Sleep apnea a killer for men over 40

Severe breathing disorders during sleep, such as sleep apnea, can kill, a study in more than 6,000 people shows.

Men 40 to 70 years old with severe sleep-disordered breathing were twice as likely to die over an eight-year period as their peers without the condition, Dr. Naresh Punjabi of Johns Hopkins University in Baltimore and his colleagues found.

Sleep-disordered breathing is characterized by the collapse of the upper airway during sleep leading to numerous, brief interruptions of breathing known as sleep apnea. It is associated with high blood pressure and heart disease, Punjabi and his team note in the journal PLoS Medicine.

About one in four men and one in ten women have sleep-disordered breathing, but the condition goes undiagnosed in 70% of patients, Punjabi noted in an email to Reuters Health.

In the Sleep Heart Health Study, Punjabi and colleagues assessed nighttime breathing, sleep patterns and blood oxygen levels of 6,441 men and women aged 40 and older at the study’s outset who were not initially receiving treatment for sleep apnea.

During follow-up, which averaged 8.2 years, 1,047 people died.

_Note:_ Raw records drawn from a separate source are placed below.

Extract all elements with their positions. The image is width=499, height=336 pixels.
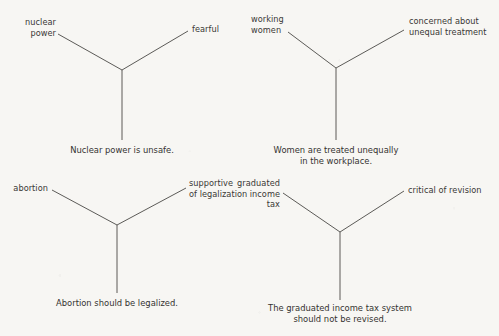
right-arm-line — [117, 188, 186, 225]
left-arm-line — [58, 34, 122, 70]
right-arm-line — [336, 30, 404, 68]
right-arm-line — [122, 31, 188, 70]
diagram-graduated-income-tax-right-label: critical of revision — [408, 185, 498, 196]
diagram-connector-lines — [0, 0, 499, 336]
diagram-nuclear-power-left-label: nuclear power — [0, 17, 56, 38]
diagram-abortion-claim: Abortion should be legalized. — [37, 298, 197, 309]
y-connector-graduated-income-tax — [283, 191, 404, 300]
left-arm-line — [288, 32, 336, 68]
diagram-working-women-claim: Women are treated unequally in the workp… — [256, 145, 416, 167]
diagram-working-women-left-label: working women — [251, 14, 311, 35]
diagram-graduated-income-tax-claim: The graduated income tax system should n… — [260, 303, 420, 325]
worksheet-page: nuclear power fearful Nuclear power is u… — [0, 0, 499, 336]
diagram-abortion-left-label: abortion — [0, 183, 48, 194]
y-connector-working-women — [288, 30, 404, 140]
diagram-working-women-right-label: concerned about unequal treatment — [409, 16, 499, 37]
y-connector-nuclear-power — [58, 31, 188, 140]
left-arm-line — [52, 190, 117, 225]
left-arm-line — [283, 193, 340, 232]
y-connector-abortion — [52, 188, 186, 293]
diagram-nuclear-power-right-label: fearful — [192, 24, 252, 35]
diagram-nuclear-power-claim: Nuclear power is unsafe. — [42, 145, 202, 156]
right-arm-line — [340, 191, 404, 232]
diagram-graduated-income-tax-left-label: graduated income tax — [236, 178, 280, 210]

People with severe sleep-disordered breathing, the researchers found, were nearly 1.5 times more likely to die during follow up than those without sleep-disordered breathing, even after controlling for age, race, body weight, high blood pressure, diabetes, heart disease and smoking status.

The risk was especially great for men 40 to 70 years old, who were roughly two times more likely to die during follow up if they had severe sleep-disordered breathing. While sleep-disordered breathing also increased men’s risk of death from cardiovascular disease, it didn’t affect women’s likelihood of dying from heart disease.

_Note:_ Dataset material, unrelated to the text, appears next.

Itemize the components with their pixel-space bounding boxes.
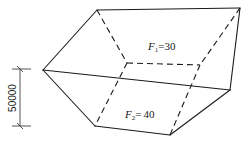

“The relation between sleep apnea and higher risk of death seems to be from the repeated decreases in oxygen levels during sleep,” Punjabi said. “Low oxygen levels during sleep can trigger a cascade of events…which can lead to high blood pressure, heart disease, stroke, and diabetes.”

The current standard treatment for sleep apnea is continuous positive airway pressure (CPAP), in which a person wears an oxygen mask during sleep to help push air into the lungs. But 30% to 40% of patients can’t tolerate CPAP, according to Punjabi. For these patients devices worn in the mouth or even surgery are options, he added, but aren’t always effective, while surgery can be risky, too.

Weight loss is likely the best option, Punjabi added, because it usually leads to improvement of sleep apnea symptoms and in some cases a complete cure.

He and his colleagues are now planning to investigate sleep apnea and mortality in women, because the current study included too few women with severe sleep disordered breathing and too few deaths among women to draw definitive conclusions.

They conclude their report by calling for clinical trials to investigate whether treating sleep apnea will reduce mortality.